The Data Act will come into force as of September 12, 2025. This new European regulation aims to harmonize the access and use of data in the European Union. For SaaS companies, this isn't just a regulatory update: it's a profound transformation in how customer data should be managed, secured, and returned.
A few key points should be integrated right now into your contracts and processes.
Unlike the GDPR, which focuses on personal data, the Data Act concerns all the data generated by your customers via your SaaS: logs, metadata, functional uses, performance data. The aim is to extend the rights of access, portability and transparency to all this information, whether personal or not.
In practice, this means for SaaS companies to review their contractual documentation and internal tools to ensure that customer rights are respected, regardless of the type of data concerned.
The first principle of the Data Act is clear : Customers need to be able to easily access the data generated by their use.
Your contracts should therefore specify:
This obligation extends the already existing one for personal data in the GDPR, but extends it to all data. This requires adapting your internal processes and technical tools.
The Data Act requires SaaS companies to facilitate the change of supplier.
Concretely, your terms and conditions must provide for:
The aim is to avoid any lock-in effect (contractual and technical locking) that would make it impossible or expensive for a customer to leave. This requirement will require many publishers to adapt their contracts and technical architectures.
The regulation also insists on the need to ensure a reasonable level of support and interoperability.
This means opening interfaces for exporting data and clearly documenting the APIs.
Your customers must be able to migrate to another SaaS without depending on tailor-made developments, or being blocked by proprietary standards.
The Data Act introduces a simple rule: B2B contracts can no longer contain unbalanced clauses concerning the access and use of data.
For example, the following are considered abusive:
Again, this requires you to review your terms and conditions to verify that your clauses are transparent and in accordance with market standards.
Each Member State will designate an authority competent to apply the Data Act. Sanctions must be “effective, proportionate and dissuasive” — a terminology that is already familiar from GDPR.
If a breach also involves personal data, fines of up to 20 million euros or 4% of global annual turnover may apply.
For a SaaS publisher, preparing for the Data Act requires several actions:
The Data Act is a structural reform for the SaaS market in Europe. It requires rethinking access to data, their portability and the contractual balance between publishers and customers.
I can help you integrate these new obligations into your terms and conditions, adapt your SLAs and secure your processes to calmly pass the Data Act.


• [TASK TO CARRY OUT]: Look through the entries below for the line that contains "Describe the element at coordinates (928, 101)", then set down that line and each one after it exactly, through the last.

Source data:
--------------------------------

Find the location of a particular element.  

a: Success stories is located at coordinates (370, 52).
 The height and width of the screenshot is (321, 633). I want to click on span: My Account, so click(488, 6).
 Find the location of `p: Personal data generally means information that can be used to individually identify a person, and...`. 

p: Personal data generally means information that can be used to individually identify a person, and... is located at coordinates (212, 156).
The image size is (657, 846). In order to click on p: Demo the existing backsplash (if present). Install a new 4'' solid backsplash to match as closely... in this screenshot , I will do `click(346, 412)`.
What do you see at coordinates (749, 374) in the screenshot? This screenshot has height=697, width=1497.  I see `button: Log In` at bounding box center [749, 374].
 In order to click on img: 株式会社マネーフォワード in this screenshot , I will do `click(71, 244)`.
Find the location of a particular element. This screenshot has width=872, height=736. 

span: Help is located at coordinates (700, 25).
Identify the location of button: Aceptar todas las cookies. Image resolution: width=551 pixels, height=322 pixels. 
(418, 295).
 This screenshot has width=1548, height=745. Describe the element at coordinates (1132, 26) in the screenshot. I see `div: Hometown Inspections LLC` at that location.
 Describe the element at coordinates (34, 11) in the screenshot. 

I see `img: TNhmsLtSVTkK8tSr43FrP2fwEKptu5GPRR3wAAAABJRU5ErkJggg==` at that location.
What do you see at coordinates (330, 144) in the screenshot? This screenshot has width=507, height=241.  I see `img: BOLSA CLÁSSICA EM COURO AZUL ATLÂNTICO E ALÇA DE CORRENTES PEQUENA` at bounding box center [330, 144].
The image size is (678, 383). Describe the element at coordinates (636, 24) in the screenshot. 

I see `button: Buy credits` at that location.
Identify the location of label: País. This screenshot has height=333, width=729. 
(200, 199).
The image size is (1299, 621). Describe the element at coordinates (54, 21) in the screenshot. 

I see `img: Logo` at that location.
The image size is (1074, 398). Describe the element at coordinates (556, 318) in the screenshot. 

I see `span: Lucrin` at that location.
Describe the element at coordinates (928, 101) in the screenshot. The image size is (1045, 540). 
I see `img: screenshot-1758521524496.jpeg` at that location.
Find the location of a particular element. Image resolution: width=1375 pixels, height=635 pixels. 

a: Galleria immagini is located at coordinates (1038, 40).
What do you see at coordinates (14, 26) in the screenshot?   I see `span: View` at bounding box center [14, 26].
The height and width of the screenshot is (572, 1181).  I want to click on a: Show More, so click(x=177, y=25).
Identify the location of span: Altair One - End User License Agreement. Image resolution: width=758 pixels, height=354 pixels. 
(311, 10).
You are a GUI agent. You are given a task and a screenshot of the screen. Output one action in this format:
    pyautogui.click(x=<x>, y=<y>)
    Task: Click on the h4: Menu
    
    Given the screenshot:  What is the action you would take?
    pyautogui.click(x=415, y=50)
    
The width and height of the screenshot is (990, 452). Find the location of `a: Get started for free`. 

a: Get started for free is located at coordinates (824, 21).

--------------------------------

• [THE ANSWER]:
Describe the element at coordinates (928, 101) in the screenshot. The image size is (1045, 540). 
I see `img: screenshot-1758521524496.jpeg` at that location.
Find the location of a particular element. Image resolution: width=1375 pixels, height=635 pixels. 

a: Galleria immagini is located at coordinates (1038, 40).
What do you see at coordinates (14, 26) in the screenshot?   I see `span: View` at bounding box center [14, 26].
The height and width of the screenshot is (572, 1181).  I want to click on a: Show More, so click(x=177, y=25).
Identify the location of span: Altair One - End User License Agreement. Image resolution: width=758 pixels, height=354 pixels. 
(311, 10).
You are a GUI agent. You are given a task and a screenshot of the screen. Output one action in this format:
    pyautogui.click(x=<x>, y=<y>)
    Task: Click on the h4: Menu
    
    Given the screenshot:  What is the action you would take?
    pyautogui.click(x=415, y=50)
    
The width and height of the screenshot is (990, 452). Find the location of `a: Get started for free`. 

a: Get started for free is located at coordinates (824, 21).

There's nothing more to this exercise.